With four children ranging in age from two to eight, the Princeton graduate said — not surprisingly — that health was always a focus growing up at her family’s table. As the eldest of four, Oz said in many ways she grew up the youngest of seven. “My mom had me when she was 22 and my dad was 25. He was in medical school and then in residency when I was a little kid. We spent most days of the week at her parents’ [her mother’s] farm in Pennsylvania, where she is the oldest of six. I just jumped into the rest of that family,” Oz said. “Even a regular weeknight meal was for 20 people. Yes, health was a priority. It was never an obsession. It had this wonderful underpinning of food as the medicine you choose every day. My father, both my grandfathers and my uncle are all surgeons so my mother and my grandmother have always been into complimentary medicine and nutrition. We had this belief that food is this joyful, incredible celebratory place in our day. But it’s also this important way that you take care of yourself.”

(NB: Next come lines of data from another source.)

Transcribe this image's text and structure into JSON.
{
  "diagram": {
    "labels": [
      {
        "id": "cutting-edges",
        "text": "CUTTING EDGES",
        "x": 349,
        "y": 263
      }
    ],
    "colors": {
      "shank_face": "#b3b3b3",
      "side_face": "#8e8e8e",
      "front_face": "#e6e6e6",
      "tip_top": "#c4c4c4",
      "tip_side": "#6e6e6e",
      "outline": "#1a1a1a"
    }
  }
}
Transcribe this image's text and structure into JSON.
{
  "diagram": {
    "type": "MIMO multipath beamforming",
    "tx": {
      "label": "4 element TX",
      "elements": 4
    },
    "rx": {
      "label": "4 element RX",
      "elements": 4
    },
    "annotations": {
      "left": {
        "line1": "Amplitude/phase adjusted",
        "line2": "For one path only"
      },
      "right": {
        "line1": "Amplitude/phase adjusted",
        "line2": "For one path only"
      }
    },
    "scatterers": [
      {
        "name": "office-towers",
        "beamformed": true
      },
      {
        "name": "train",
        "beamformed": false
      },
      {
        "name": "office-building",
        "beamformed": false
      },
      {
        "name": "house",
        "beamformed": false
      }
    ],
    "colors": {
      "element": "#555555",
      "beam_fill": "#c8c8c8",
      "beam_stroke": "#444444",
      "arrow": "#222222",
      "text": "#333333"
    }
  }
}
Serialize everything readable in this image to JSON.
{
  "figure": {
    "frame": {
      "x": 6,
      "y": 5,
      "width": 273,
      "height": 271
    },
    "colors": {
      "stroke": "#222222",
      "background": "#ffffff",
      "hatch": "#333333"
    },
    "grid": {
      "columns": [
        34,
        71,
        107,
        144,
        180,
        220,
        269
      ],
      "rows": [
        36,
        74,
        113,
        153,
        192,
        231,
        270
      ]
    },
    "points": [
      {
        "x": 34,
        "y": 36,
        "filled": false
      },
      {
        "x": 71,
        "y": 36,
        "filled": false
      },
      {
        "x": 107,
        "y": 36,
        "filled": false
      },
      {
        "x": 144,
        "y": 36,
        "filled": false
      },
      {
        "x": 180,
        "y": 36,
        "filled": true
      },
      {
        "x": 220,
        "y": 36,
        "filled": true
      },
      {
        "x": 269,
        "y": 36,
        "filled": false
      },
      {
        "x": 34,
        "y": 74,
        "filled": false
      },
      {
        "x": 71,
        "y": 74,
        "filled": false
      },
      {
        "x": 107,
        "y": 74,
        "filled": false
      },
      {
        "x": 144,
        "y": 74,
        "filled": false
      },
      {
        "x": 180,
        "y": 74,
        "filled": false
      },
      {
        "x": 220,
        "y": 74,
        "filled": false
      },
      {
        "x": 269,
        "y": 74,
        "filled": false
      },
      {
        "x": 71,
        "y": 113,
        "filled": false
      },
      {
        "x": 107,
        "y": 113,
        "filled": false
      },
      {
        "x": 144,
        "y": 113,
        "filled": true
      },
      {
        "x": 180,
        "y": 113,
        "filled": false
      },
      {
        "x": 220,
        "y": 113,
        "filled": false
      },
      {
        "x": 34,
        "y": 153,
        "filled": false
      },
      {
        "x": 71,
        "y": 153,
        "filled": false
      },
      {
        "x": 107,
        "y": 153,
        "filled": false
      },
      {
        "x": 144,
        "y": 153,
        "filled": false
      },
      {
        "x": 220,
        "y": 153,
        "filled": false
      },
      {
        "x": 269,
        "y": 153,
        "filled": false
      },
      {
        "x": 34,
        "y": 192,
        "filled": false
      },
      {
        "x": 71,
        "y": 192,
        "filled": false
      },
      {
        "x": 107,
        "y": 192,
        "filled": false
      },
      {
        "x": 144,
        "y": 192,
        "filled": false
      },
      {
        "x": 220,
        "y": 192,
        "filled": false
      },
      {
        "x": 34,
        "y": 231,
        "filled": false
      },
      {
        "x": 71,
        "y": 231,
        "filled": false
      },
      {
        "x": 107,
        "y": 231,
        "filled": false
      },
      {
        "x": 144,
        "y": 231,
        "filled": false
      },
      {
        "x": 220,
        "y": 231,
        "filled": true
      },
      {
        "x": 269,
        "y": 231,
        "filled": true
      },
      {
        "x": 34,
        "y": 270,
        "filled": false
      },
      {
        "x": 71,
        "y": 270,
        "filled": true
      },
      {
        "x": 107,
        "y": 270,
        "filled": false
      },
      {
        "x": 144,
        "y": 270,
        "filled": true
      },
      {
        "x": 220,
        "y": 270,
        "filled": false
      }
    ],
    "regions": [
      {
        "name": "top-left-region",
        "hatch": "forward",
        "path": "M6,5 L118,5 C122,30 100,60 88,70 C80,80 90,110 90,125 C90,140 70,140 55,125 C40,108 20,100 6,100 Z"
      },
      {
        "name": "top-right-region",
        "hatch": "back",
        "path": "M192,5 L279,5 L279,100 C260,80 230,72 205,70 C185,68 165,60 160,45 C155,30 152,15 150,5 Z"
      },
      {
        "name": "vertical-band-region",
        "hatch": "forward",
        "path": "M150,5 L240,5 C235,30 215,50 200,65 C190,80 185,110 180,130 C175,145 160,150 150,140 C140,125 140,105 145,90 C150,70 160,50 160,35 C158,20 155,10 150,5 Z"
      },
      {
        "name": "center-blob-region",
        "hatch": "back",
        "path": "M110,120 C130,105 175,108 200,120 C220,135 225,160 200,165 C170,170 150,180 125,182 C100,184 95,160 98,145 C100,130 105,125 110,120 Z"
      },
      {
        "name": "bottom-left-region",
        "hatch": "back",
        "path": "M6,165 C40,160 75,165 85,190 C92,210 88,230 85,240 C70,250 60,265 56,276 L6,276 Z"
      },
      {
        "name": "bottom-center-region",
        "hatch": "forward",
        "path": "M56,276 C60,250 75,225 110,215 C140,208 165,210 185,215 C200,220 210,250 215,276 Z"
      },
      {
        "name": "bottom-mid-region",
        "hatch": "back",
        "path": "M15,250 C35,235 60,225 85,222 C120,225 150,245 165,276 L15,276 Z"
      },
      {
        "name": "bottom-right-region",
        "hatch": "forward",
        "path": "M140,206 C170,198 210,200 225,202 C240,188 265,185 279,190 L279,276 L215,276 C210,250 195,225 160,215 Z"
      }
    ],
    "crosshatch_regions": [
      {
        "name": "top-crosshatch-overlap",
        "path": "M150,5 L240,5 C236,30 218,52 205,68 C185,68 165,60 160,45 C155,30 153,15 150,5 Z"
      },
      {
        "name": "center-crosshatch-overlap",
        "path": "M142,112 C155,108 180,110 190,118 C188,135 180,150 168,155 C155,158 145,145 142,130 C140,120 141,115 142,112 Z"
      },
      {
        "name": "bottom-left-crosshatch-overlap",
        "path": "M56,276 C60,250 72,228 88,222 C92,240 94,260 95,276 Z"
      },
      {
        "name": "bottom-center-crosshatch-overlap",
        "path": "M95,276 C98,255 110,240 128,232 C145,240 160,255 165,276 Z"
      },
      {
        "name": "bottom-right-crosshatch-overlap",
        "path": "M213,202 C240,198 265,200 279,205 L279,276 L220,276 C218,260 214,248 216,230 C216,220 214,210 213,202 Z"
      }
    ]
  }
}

She is verbose about having grown up overweight in a family of health nuts and how she cultivated a healthy lifestyle, as evidenced by her first book, “The Dorm Room Diet.” Over the course of having four babies and a 15-year TV career, she said she has been every size under the sun. Having been “the overweight kid” has given her an authentic approach to health that has translated into speaking up about body confidence and highlighting that through fashion, Oz said. As a woman, who wears a size eight or 10, she increasingly hears from others how her size and fashion choices motivate them.

Partial to ultra-feminine looks, Dolce & Gabbana, Prabal Gurung, Brandon Maxwell, the Wes Gordon-led Carolina Herrera, Gül Hürgel and Paige Denim are a few favorite labels. “I love how there is this resurgence of doing the most for women to make us feel supported and confident,” she said. “But the reality is it’s really challenging when you don’t have the benefit of having whaleboning, stitching and the structure of that [designer] finery and skill set and talent that goes into that.”

Given that, Oz said she is in exploratory talks about the prospect of rectifying that situation. “I’m very excited to see where those conversations lead. There are some things I know just from the initiate experience that I’ve had and from just the volume of clothes that I’ve worn. I have a bag of 20 to 30 pieces that I’m obsessed with that maybe weren’t made in great fabrics or maybe in the right colors. I’ve been homing in on what’s my perfect material and look. It’s what I do with food as well — it’s simple but luxurious. It’s really trying to do the most with the least.”

Despite her father’s political run, Oz doesn’t find herself talking more about politics or fielding questions about that from other people. “It’s so funny — they’re really not asking about that. I think it’s because my wheelhouse is so clearly about the joy and pleasure of cooking, makeup, beauty, style, parenting and womanhood,” Oz said.

And don’t look for the candidate’s eldest child on the campaign trail. “I have no plans to do that,” she said.

As for whether she thinks her father will win the seat in Pennsylvania, Oz said with a laugh: “I wish I had a crystal ball.”

The chef, author and TV personality isn’t advising her mother about any style choices for campaigning. “I don’t know if you have ever had the chance to meet my mother. She is a formidable force all on her own. She is always my style icon,” Oz said. “I do a lot of makeup tutorials online and people always asks me where I fell in love with makeup. I remember really early on sitting at her knee, watching her do her makeup. Putting on your face to feel that confidence, that glow and putting yourself forward as you want to see yourself — all of that I learned from her.”